Stretching is often considered the best method to regain physical flexibility. People also feel that stretching can alleviate muscle conditions and help them get rid of pain and muscle discomfort. However, the science behind stretching has a different perspective.
Stretching deals with passive potential that can either temporarily offer comfort to the body or aggravate any muscular discomfort or pain. Functional Patterns, currently considered a leader in the fitness industry, explains the concept behind it to help people understand whether their muscles need to be stretched or not.
Functional Patterns is a health and fitness company that started a whole new approach to addressing imbalances in the human body and correcting the way people move. Founded over 12 years ago, the company has been transforming lives through its Functional Patterns methodology.
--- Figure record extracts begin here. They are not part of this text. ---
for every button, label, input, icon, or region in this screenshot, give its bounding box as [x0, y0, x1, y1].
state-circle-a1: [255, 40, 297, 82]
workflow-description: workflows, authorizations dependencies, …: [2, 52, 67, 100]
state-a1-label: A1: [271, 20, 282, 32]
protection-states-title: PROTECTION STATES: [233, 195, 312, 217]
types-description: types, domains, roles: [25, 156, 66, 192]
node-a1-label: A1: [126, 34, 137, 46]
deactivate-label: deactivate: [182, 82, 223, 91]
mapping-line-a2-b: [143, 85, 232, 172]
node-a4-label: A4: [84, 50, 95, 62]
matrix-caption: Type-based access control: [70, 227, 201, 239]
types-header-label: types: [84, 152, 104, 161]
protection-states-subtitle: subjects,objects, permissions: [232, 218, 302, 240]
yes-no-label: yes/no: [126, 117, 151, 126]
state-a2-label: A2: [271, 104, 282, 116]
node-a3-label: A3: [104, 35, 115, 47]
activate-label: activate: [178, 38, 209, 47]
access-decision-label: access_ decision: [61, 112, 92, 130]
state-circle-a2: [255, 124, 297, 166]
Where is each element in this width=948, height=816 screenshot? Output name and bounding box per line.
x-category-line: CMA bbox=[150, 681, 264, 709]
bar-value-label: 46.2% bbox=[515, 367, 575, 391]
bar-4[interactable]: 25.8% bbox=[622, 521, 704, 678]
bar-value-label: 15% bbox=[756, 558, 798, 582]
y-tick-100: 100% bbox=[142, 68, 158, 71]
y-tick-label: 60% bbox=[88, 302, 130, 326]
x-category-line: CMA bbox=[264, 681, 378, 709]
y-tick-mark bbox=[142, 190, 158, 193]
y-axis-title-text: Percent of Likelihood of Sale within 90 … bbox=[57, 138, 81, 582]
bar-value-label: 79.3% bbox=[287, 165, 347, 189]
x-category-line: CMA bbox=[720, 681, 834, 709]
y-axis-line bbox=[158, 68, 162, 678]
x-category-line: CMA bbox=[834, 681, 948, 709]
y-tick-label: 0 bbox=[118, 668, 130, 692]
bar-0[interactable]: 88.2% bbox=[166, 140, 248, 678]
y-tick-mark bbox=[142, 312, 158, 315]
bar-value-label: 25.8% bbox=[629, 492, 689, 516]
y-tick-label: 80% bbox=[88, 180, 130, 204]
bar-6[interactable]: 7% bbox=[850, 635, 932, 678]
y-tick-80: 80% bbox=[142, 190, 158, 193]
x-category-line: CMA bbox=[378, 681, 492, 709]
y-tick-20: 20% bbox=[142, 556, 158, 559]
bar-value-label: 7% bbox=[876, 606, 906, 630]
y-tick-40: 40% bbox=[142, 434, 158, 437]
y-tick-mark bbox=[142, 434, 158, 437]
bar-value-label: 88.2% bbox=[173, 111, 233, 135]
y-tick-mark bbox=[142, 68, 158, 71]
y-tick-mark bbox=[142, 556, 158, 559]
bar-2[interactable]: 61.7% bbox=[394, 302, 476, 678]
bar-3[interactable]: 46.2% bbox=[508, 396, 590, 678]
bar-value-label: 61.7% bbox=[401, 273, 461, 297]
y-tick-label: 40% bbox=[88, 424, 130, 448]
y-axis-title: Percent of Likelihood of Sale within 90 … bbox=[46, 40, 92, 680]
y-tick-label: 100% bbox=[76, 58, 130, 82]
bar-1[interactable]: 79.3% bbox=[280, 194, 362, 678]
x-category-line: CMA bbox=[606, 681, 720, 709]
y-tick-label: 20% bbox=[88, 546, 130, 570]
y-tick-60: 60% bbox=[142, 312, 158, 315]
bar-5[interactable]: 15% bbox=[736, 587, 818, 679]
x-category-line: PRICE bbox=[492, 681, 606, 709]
It focuses on creating a sustainable body by making biomechanical adaptations that relate to the way humans evolved to move in space. Through this methodology, people can better prepare their bodies to respond more appropriately to stressors they face in the environment. Functional Patterns also helps in correcting posture and muscle imbalances.

To date, the company has trained and educated thousands of health professionals in Functional Patterns around the world. At present, they have 20 licensed gyms spread across different continents. Through a more scientific approach to stretching, Functional Patterns has proved to rival physiotherapy, chiropractic, and other such treatments. The company has assisted the famous Johnny Eblen through FP to become Bellator’s #1 middleweight contender. Kyle Dake, the renowned freestyle wrestler from Cornell University, has benefited from following this methodology that helped him win 3 world championships and an Olympic bronze medal after he was set to retire dealing with career-ending injuries.
Functional Patterns explains that stretching can ruin the function of your muscles by completely shutting them off. It can also lead to chronic pain or deteriorate an existing muscle condition. For instance, consider a rubber band. When it is overstretched, the rubber band loses its elasticity. Similarly, muscles in the human body respond to stretching by contractions or, as science describes it, reciprocal inhibition.
Let’s use a bicep curl as an example. The length you create on the triceps when the bicep contracts, is what then enables the triceps to contract after it has been lengthened. This is what happens in movement with muscles all over the body. Although as is traditionally done, stretching is a passive process, which doesn’t promote reciprocal inhibition in the body. Over time your muscles will lose their ability to contract, causing instability and tightness in your joints.
If you have muscles that don’t function correctly, this can lead to increased strain on your ligaments and tendons when you move, which can aggravate existing conditions. We also have to consider that muscles don’t function in isolation. There are chains of muscles in the body that must function together for you to move efficiently. This is where stretching can have an adverse impact on the body because it is based on passive motion, and not active motion. Moving correctly is ultimately what’s going to promote the right types of stretches in the body.
Functional Patterns has a completely different approach to healing pain and other muscular conditions. The method focuses on correcting physical imbalances in the body by teaching you how to move better. Functional Patterns focuses on 4 primary functions, which are called the FP First Four: standing, walking, running, and throwing. They use the most basic forms of human movement to help to measure functionality, and physical imbalances causing discomfort, and tightness in the body. The FP First Four provides a code to dictate a way of programming flexibility that respects the human biological blueprint.

So far, Functional Patterns has helped many people with chronic pain function better. The list includes double amputees, people with neurological conditions, people with disc herniations, and many more. This is a proven method that is challenging the dominant concepts in the fitness industry worldwide. With a fail-safe approach and lifelong results, it is only a matter of time before Functional Patterns becomes the household name in the training and healthcare sectors.